We are a nation that loves boxing: people like Elorde and Pacquiao are household names, national icons. The country once stood silent every time the people's champ had a fight. Their battles become our battles. But for every Pacquiao that succeeds against all odds, thousands more fail. The sport of boxing is violence contained in the four corners of the ring, but as Christian Paolo Lat's Ginhawa shows, it spills out beyond those four corners, creating a monstrous machine that takes in idealistic young men and spits out broken bodies.
The film follows Anton (Andrew Ramsay), an aspiring boxer who meets tragedy early on in his career. This tragedy compels him to take his training seriously and he gains the attention of his brother's former trainer (Dido De La Paz). He makes steady progress but his perception of the boxing stable cracks little by little.
The official English translation of the title is Solace, meaning comfort or consolation especially during times of sadness. Although Anton meets trusted friends in his journey, he has to walk it mostly alone, even if it means leaving them behind. Beaten down by a hard life, Anton is meek, passive, making him prone to exploitation. While we see the idealized image of the poor man succeeding against all odds, that is the exception to the rule. Outside the ring, the rich take advantage of the poor, treating their boxers more like racehorses than people.
Yet these boxers endure all sorts of indignity to provide for themselves and their family. Ginhawa can also mean relief, and the promise of a comfortable life lures these people into a trap that they cannot easily escape. This oppressive, exploitative culture becomes a reflection of society at large, one that serves only those at the very top, or those who are lucky enough to escape the cycle.
Ginhawa's biggest flaw, ironically, is in how it decides to frame the actual boxing. Most of the fights are filmed in extreme closeup, the action often seen as a blur. But perhaps that is the point. This isn't really a story about boxing; it is a story of violence - of a sport built upon it and of people who inflict it on other people who do not know they have the capacity to fight back.
Alice (Max Eigenmann) works in a humanitarian NGO. She's split with her toxic boyfriend Ben (Vance Larena) when she finds out she's pregnant.
The best character studies are immersive, letting you into the personal and emotional spaces of its main subject so profoundly that it feels uncomfortable, even voyeuristic. These films find their greatness in characters that feel human: messy, complicated and far from ideal. I feel 12 Weeks belongs in this category, perhaps the best example of its kind in recent memory.
Alice's journey through her pregnancy is complicated by her relationships with the people around her. Her relationship with her mother (Eigenmann's real life mother Bing Pimentel) is strained, as it turns out she wasn't in the picture in Alice's life, and her excessive doting now may be a way of trying to make up for that. As the film delicately peels off its layers, we find that mother and daughter might not be that different in terms of circumstance after all.
And then there is Alice's relationship with Ben. It is by far one of the most uncomfortable relationships I have seen on film, because it feels so real. Ben is not overtly violent (though there are hints peppered throughout the film), but we feel the violence he inflicts in other, subtler ways. Despite being rejected by Alice, he always finds ways to worm himself back into a relationship with her. He is manipulative, cunning, and he gets what he wants. He is a red flag made human. Alice should be avoiding the hell out of him, and she tries, but he always manages to make her come back to him like a moth to a flame.
12 Weeks recognizes how society shapes a woman's decisions, in how her pregnancy is portrayed, or in how the unborn fetus is seen by others. Her decisions are ultimately her own, but they are shaped by the people around her even if she notices or not. And even here, Alice is living in an ideal: while access to abortion in 12 Weeks is available to women like Alice, here our reality it is still very much illegal. In our reality Alice would have been forced to carry the baby to term regardless of what she wants.
The last few frames of 12 Weeks superficially feels disconnected from the rest of the film, but I see it as a symbol of anxieties passed on from generation to generation, from mothers to their daughters and granddaughters, a symbol of an uncertain future that doesn't feel like they had much choice in. It is a profound sense of loneliness that is exceedingly hard to articulate, but is conveyed rather masterfully here.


◆ INSTRUCTIONS TO FOLLOW
Beginning at the line with "Describe the element" in the records below, return each line up to and including the last, exactly as it stands, but not the pictures.

◆ DATASET EXCERPTS
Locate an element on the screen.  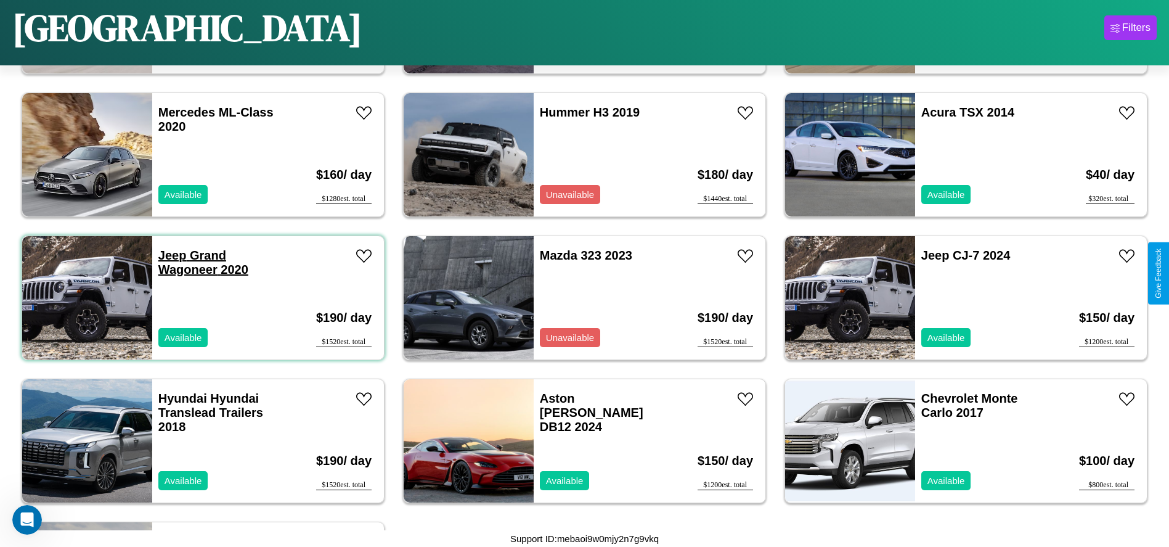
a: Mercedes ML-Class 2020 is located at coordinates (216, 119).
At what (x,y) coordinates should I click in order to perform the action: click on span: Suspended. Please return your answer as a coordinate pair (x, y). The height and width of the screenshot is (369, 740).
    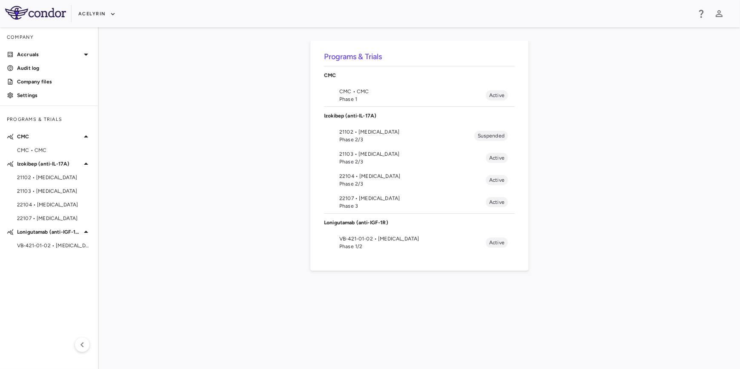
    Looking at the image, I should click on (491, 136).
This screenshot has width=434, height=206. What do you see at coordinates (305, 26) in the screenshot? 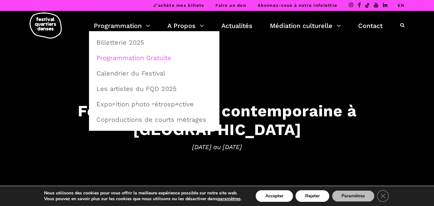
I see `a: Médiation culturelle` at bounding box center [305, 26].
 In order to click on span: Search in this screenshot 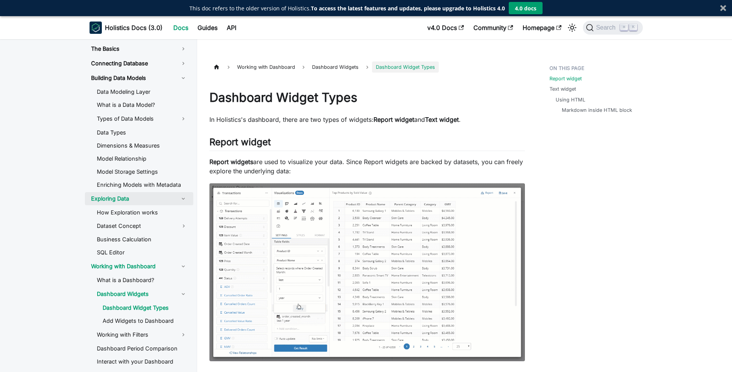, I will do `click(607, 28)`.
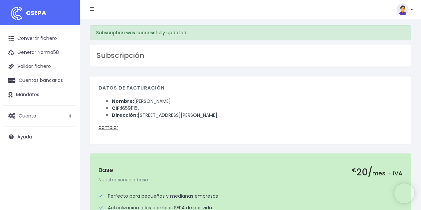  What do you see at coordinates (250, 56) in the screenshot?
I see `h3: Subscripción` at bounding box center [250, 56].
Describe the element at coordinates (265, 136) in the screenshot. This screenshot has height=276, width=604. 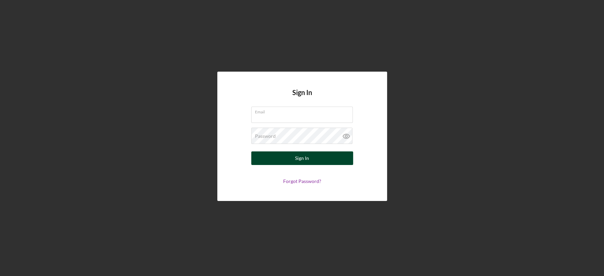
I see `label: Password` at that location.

◆ RESULT BELOW
Describe the element at coordinates (265, 136) in the screenshot. This screenshot has height=276, width=604. 
I see `label: Password` at that location.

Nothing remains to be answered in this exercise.